Searchlights
in progress, not final
When a dealership opened or a carnival came
to the unfarmed fields outside our science town,
the night was full of searchlights — columnar beams
crossing like slow, shining scissor blades in the sky.
With a light that could pierce the evening river fog,
brightening the canopies of trees, transformers,
and clouds, then tapering softly into space.
I was told the beams were measured in candlepower.
Some people in town followed the beams, for fun.
We begged our father to drive us, which he did
one night, and my reference, staring at the lights
from a backseat window, was the three kings
following the star of wonder in the stately, solemn
minor key and the pentameter of camels’ hooves.
As our car pulled into the grassy parking field
we saw the source: a set of carbon arc lamps
the size of kettle drums, on movable gimbals
bolted to a flatbed truck. A customized rig
with operators, two men in caps standing watch.
I wonder now why a klieg light rig like that
wasn’t wonder enough for me at the time.
But the ethereal beams that called us into the night
had confirmed in my first philosophy that somewhere
there was a mother ship, alien and angelic, a radiance
fused from science, heaven, knowledge, and joy.
This would be the indivisible light from the core —
and could hardly be transported on a flatbed truck
along back roads to towns on blue highways.
It would be years before I understood
that’s exactly how the radiance is transported.
Also by boys in caps bagging carrots and cereal,
by a neighbor letting his hedgerow go wild,
by a cousin’s late night advice for nursing aides,
by one woman defining my sorrow as grace,
another managing a joke at a memorial,
then recounting her husband’s last kiss:
“he kissed me like a bride,” she said.
Searchlights in Atom City
Oak Ridge, Tennessee,1955
When a dealership opened or a carnival came
to the unfarmed fields outside our science town,
the night was full of searchlights — columnar beams
crossing like slow, shining scissor blades in the sky.

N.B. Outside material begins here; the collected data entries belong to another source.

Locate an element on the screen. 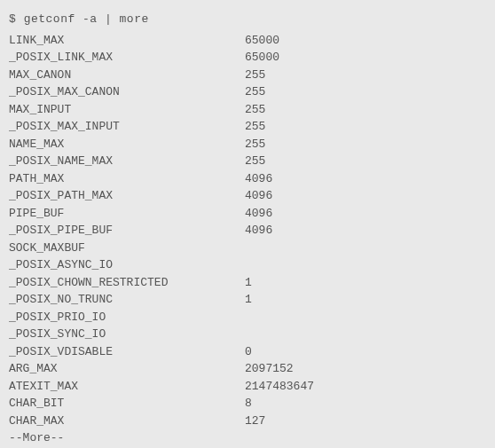 The width and height of the screenshot is (495, 448). getconf-row: ATEXIT_MAX2147483647 is located at coordinates (248, 387).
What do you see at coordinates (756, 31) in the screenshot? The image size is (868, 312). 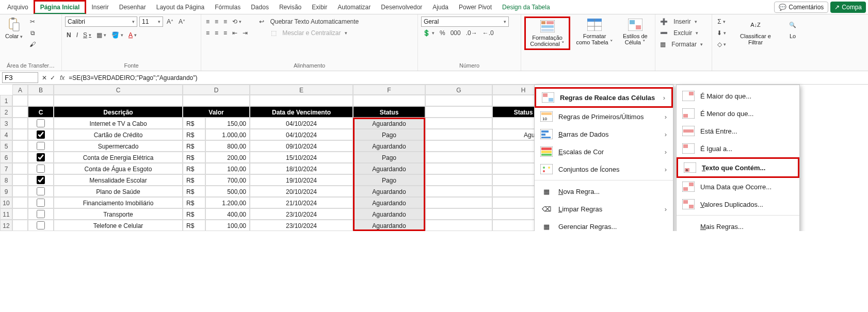 I see `sort-filter-button: A↓Z Classificar e Filtrar` at bounding box center [756, 31].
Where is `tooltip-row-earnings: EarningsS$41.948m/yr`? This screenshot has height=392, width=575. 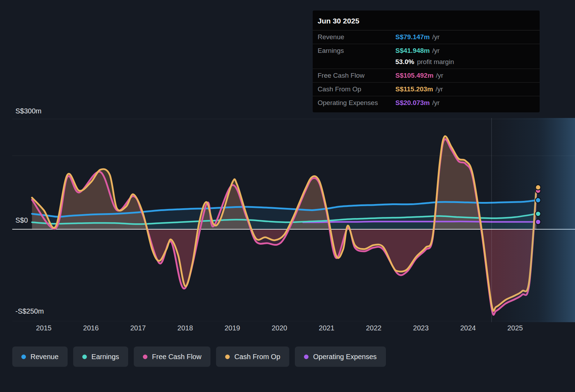
tooltip-row-earnings: EarningsS$41.948m/yr is located at coordinates (426, 50).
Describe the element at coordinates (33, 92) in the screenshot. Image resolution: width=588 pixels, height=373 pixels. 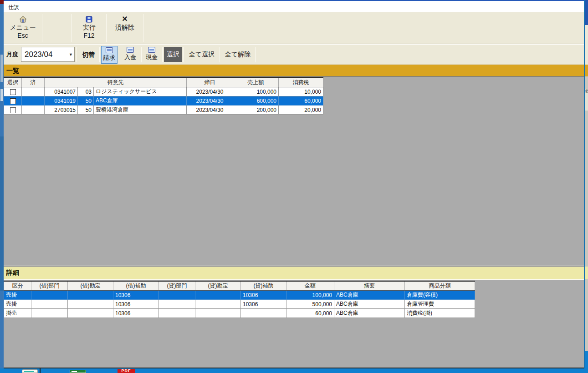
I see `cell-done` at that location.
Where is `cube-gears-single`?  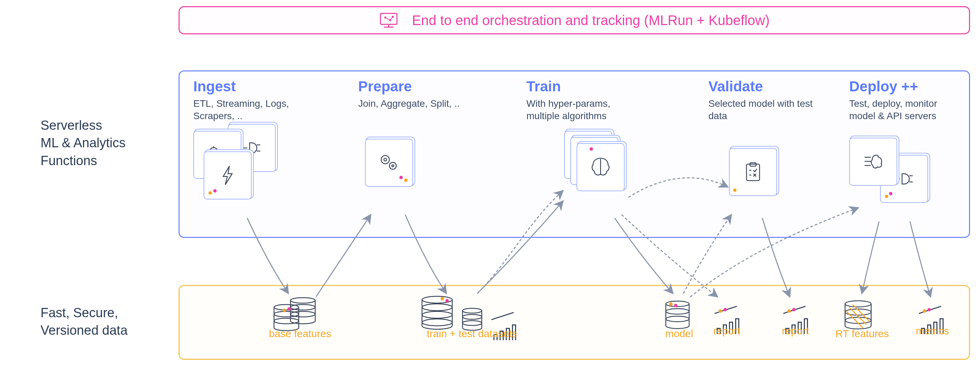 cube-gears-single is located at coordinates (389, 163).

With a light that could pierce the evening river fog,
brightening the canopies of trees, transformers,
and clouds, then tapering softly into space.
I was told the beams were measured in candlepower.
Some people in town followed the beams, for fun.
We begged our father to drive us, which he did
one night, and my reference, staring at the lights
from a backseat window, was the three kings
following the star of wonder in the stately, solemn
minor key and the pentameter of camels hooves
on desert sand.
As our car pulled into the grassy parking field
we saw the source: a set of carbon arc lamps
the size of kettle drums, on movable gimbals
bolted to a flatbed truck. A customized rig
with operators, two men in caps, standing watch.
I wonder now why a klieg light rig like that
wasn’t wonder enough for me at the time.
But the ethereal beams that called us into the night
had confirmed in my first philosophy that somewhere
there was a Mother Ship — alien and angelic,
an irreducible radiance, one that contained
science and heaven, knowledge, love, and joy.
This would be the indivisible light from the core —
and could hardly be transported on a flatbed truck
along back roads to towns on blue highways.
It would be years before I understood
that’s exactly how the radiance is transported.
Also by boys bagging lettuce and groceries,
by a neighbor clipping his xxxxxx hedge,
by a woman telling a funny story at a funeral,
then recounting her husband’s last kiss
“he kissed me like a bride,” she said.